Ohio State College of Medicine receives national award for Columbus Free Clinic

Doctor measuring patient's blood pressure

For the fifth time, The Ohio State University has been named as a regional winner of the W.K. Kellogg Foundation Community Engagement Scholarship Award from the Association of Public and Land-grant Universities (APLU). The award recognizes extraordinary community engagement initiatives among public four-year universities nationwide.

Ohio State received the award for its work with the student-run free clinic (SRFC) called the Columbus Free Clinic (CFC).
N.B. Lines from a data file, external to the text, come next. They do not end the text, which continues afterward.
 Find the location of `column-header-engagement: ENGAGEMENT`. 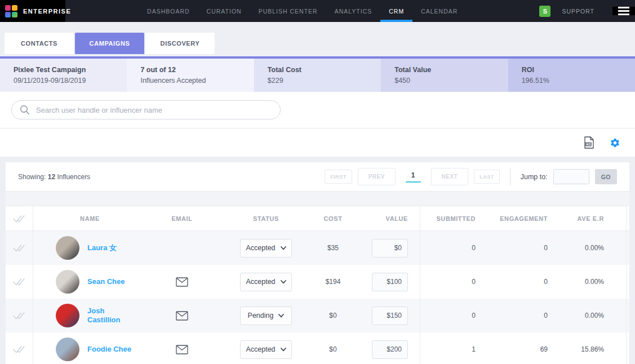

column-header-engagement: ENGAGEMENT is located at coordinates (531, 219).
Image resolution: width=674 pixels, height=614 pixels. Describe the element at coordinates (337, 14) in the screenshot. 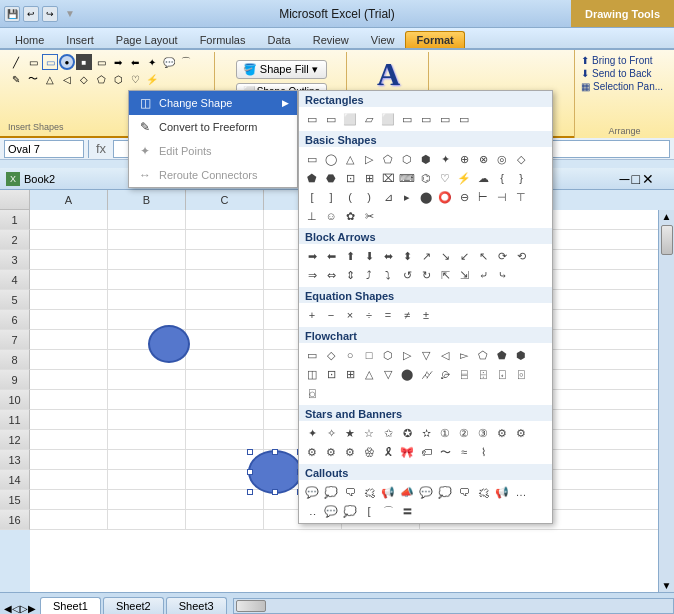

I see `title-bar: 💾 ↩ ↪ ▼ Microsoft Excel (Trial) Drawing …` at that location.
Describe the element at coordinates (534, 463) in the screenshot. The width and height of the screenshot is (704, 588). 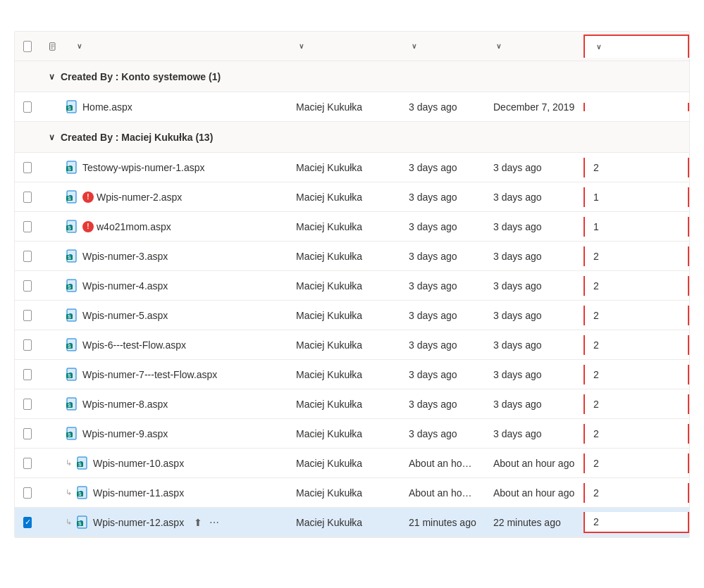
I see `row-created: About an hour ago` at that location.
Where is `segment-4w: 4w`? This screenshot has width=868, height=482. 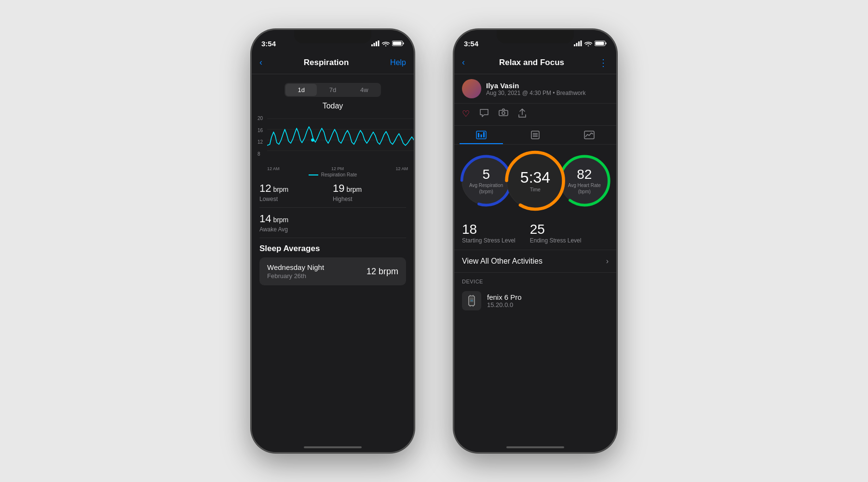
segment-4w: 4w is located at coordinates (365, 90).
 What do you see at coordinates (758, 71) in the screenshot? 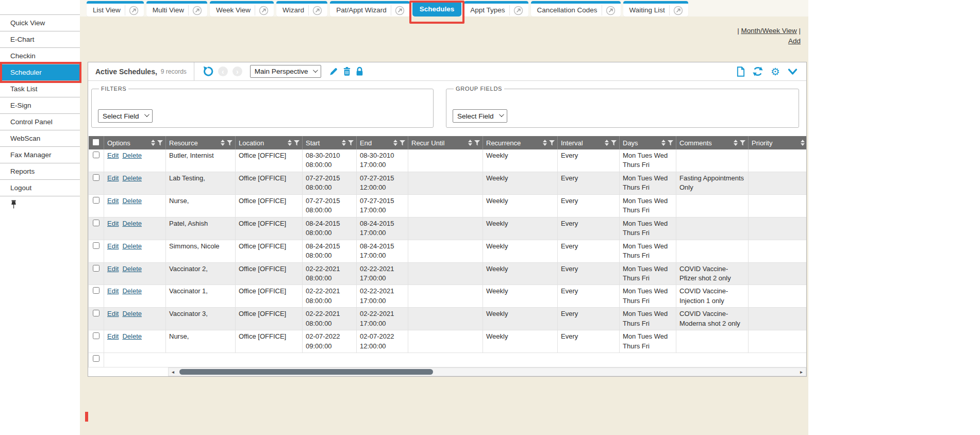
I see `refresh-icon` at bounding box center [758, 71].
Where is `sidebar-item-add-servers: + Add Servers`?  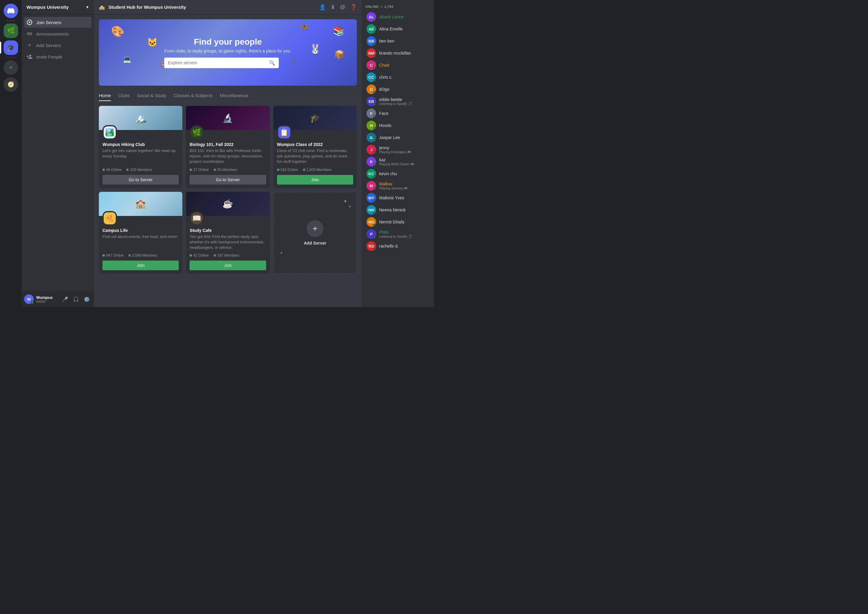 sidebar-item-add-servers: + Add Servers is located at coordinates (58, 45).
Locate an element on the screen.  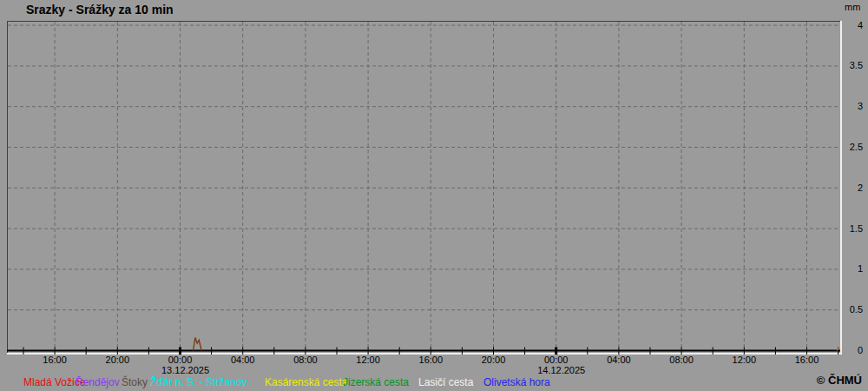
legend-item-lasici-cesta: Lasičí cesta is located at coordinates (446, 382).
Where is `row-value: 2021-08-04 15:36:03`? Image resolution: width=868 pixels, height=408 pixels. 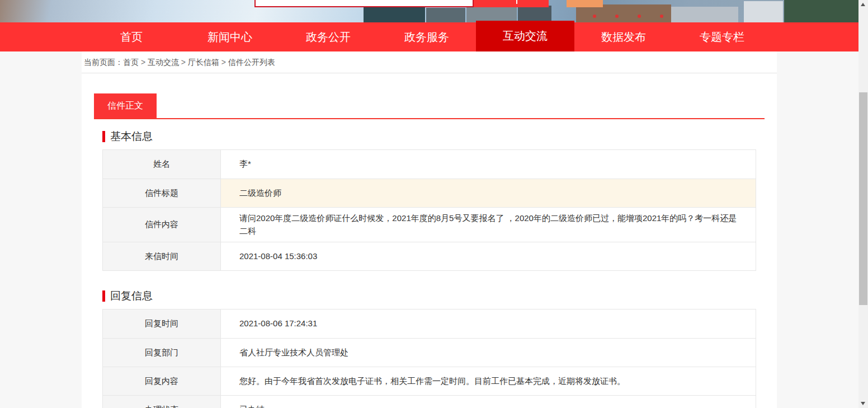 row-value: 2021-08-04 15:36:03 is located at coordinates (488, 256).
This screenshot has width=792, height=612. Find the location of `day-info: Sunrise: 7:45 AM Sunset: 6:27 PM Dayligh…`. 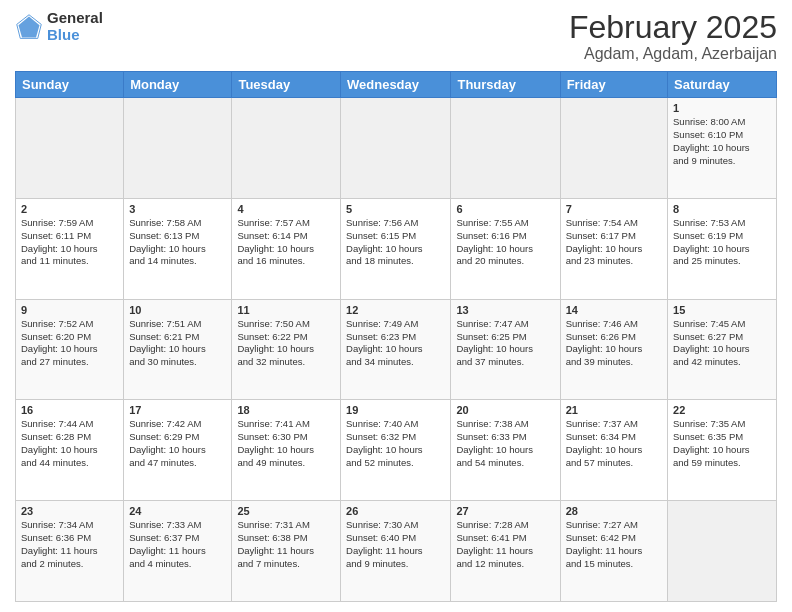

day-info: Sunrise: 7:45 AM Sunset: 6:27 PM Dayligh… is located at coordinates (722, 344).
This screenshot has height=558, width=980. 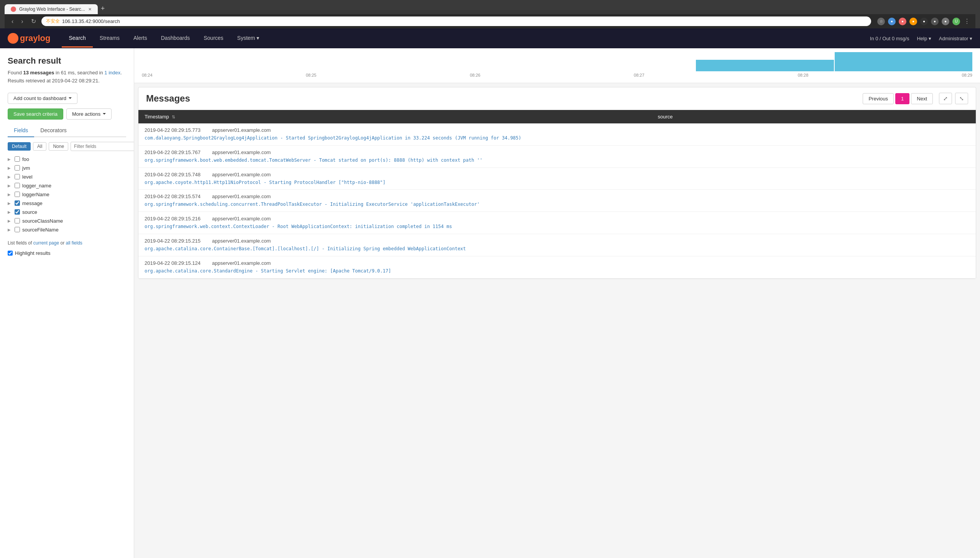 What do you see at coordinates (890, 38) in the screenshot?
I see `throughput-display: In 0 / Out 0 msg/s` at bounding box center [890, 38].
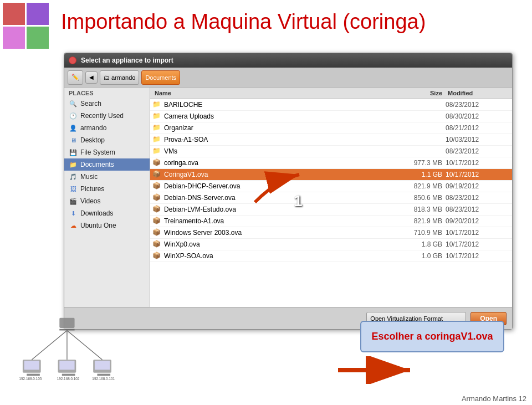 Image resolution: width=532 pixels, height=405 pixels. Describe the element at coordinates (331, 93) in the screenshot. I see `file-list-header: Name Size Modified` at that location.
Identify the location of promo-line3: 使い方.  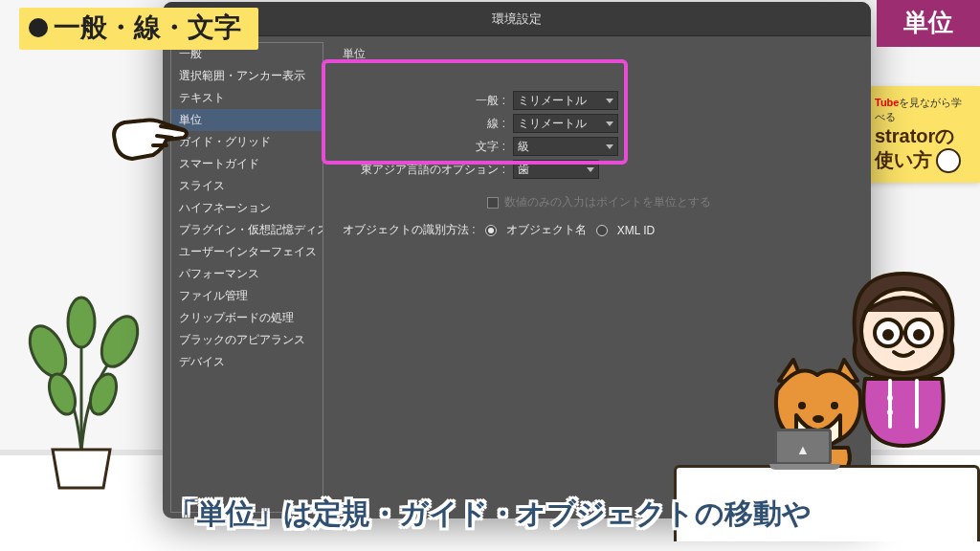
(924, 161).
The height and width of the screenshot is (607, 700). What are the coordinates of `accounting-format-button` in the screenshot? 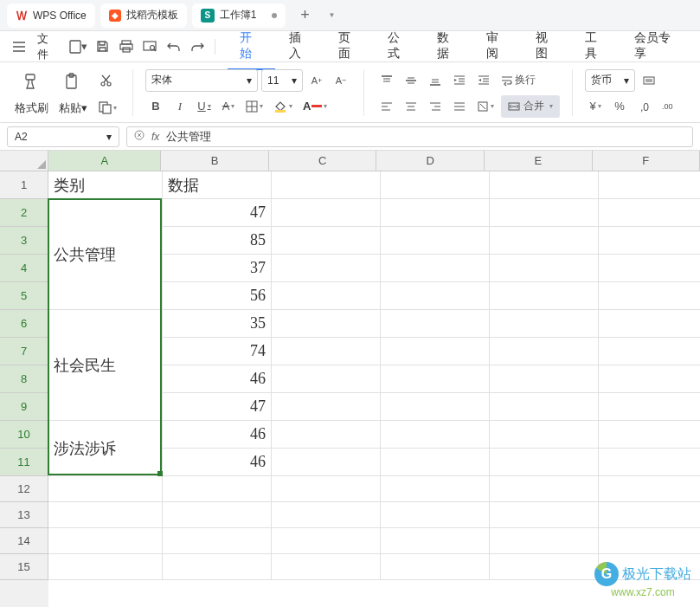 It's located at (649, 81).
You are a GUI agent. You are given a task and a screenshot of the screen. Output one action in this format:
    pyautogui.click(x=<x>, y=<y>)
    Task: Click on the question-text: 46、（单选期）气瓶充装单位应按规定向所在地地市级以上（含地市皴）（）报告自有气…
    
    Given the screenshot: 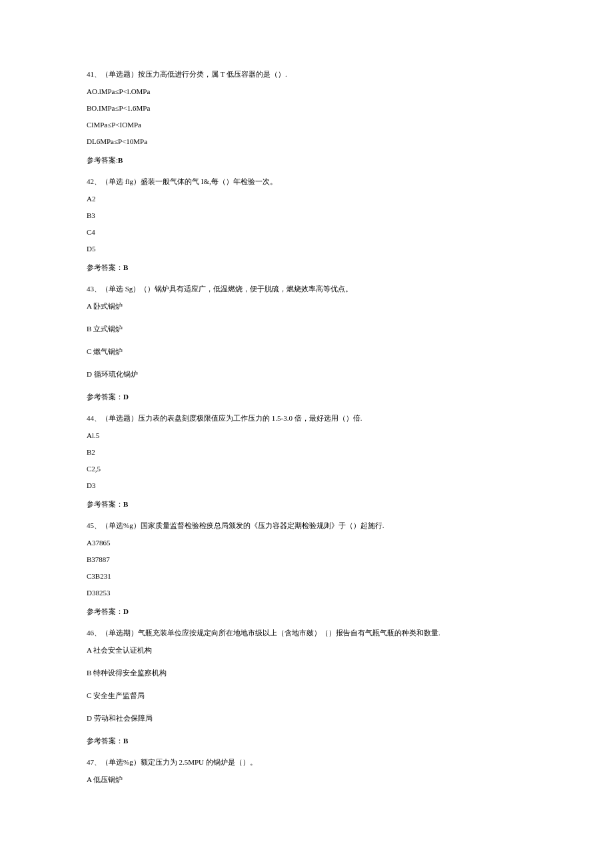 What is the action you would take?
    pyautogui.click(x=306, y=633)
    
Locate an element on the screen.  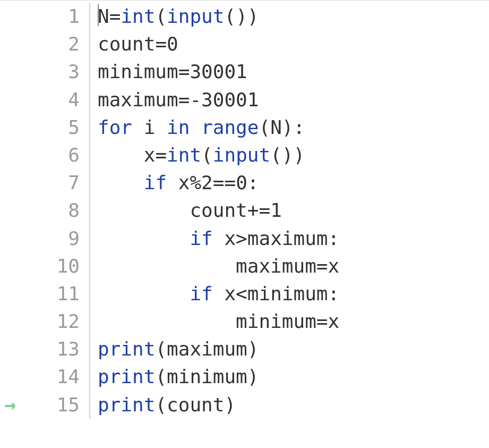
code-token: i is located at coordinates (155, 128).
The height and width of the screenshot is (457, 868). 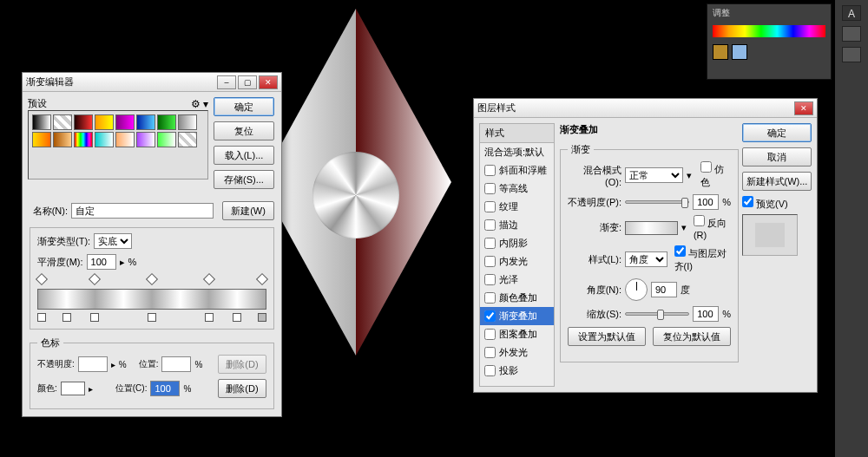 What do you see at coordinates (165, 388) in the screenshot?
I see `pos2-input` at bounding box center [165, 388].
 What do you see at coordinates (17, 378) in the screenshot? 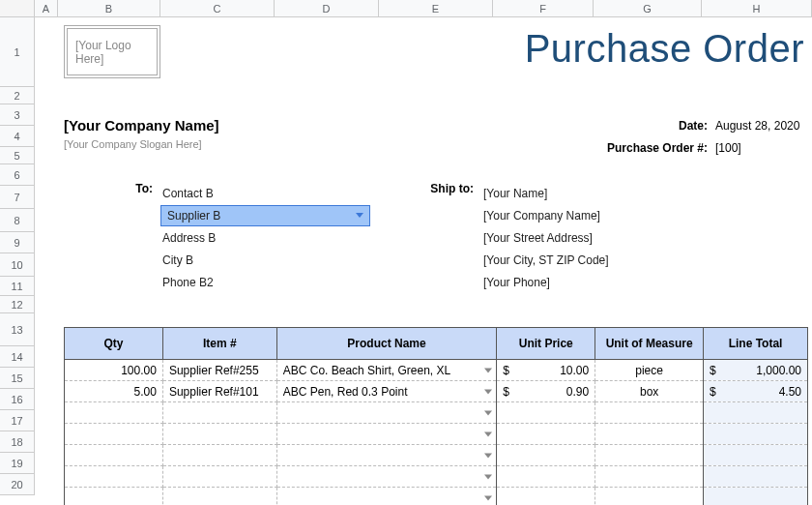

The clinic was launched more than 30 years ago to address unmet healthcare needs and provide critical care to underserved adults in the community.

Robert Cooper, MD, associate professor of Emergency Medicine at the Ohio State College of Medicine, oversees the college’s SRFC, which resides within the CFC, a primary and urgent care walk-in clinic managed by Ohio State medical students.

“Primary care has expanded to also focus on patients’ housing, mental health, food and social needs as much as on their medical needs,” Dr. Cooper says. “This gives students a deeper understanding of the many social contexts of health and well-being.”

Cooper says that receiving national recognition once again “helps to show that other people recognize the great work we do.”

Since 2007, APLU and the Engagement Scholarship Consortium, with support from the W.K. Kellogg Foundation, have partnered to recognize universities’ engagement scholarship and partnerships. The award recognizes programs that demonstrate how universities have deepened their community partnerships to achieve broader impacts in their communities, said APLU President Mark Becker. Read more.

Explore more stories of innovation, clinical care, education and community outreach at The Ohio State University College of Medicine.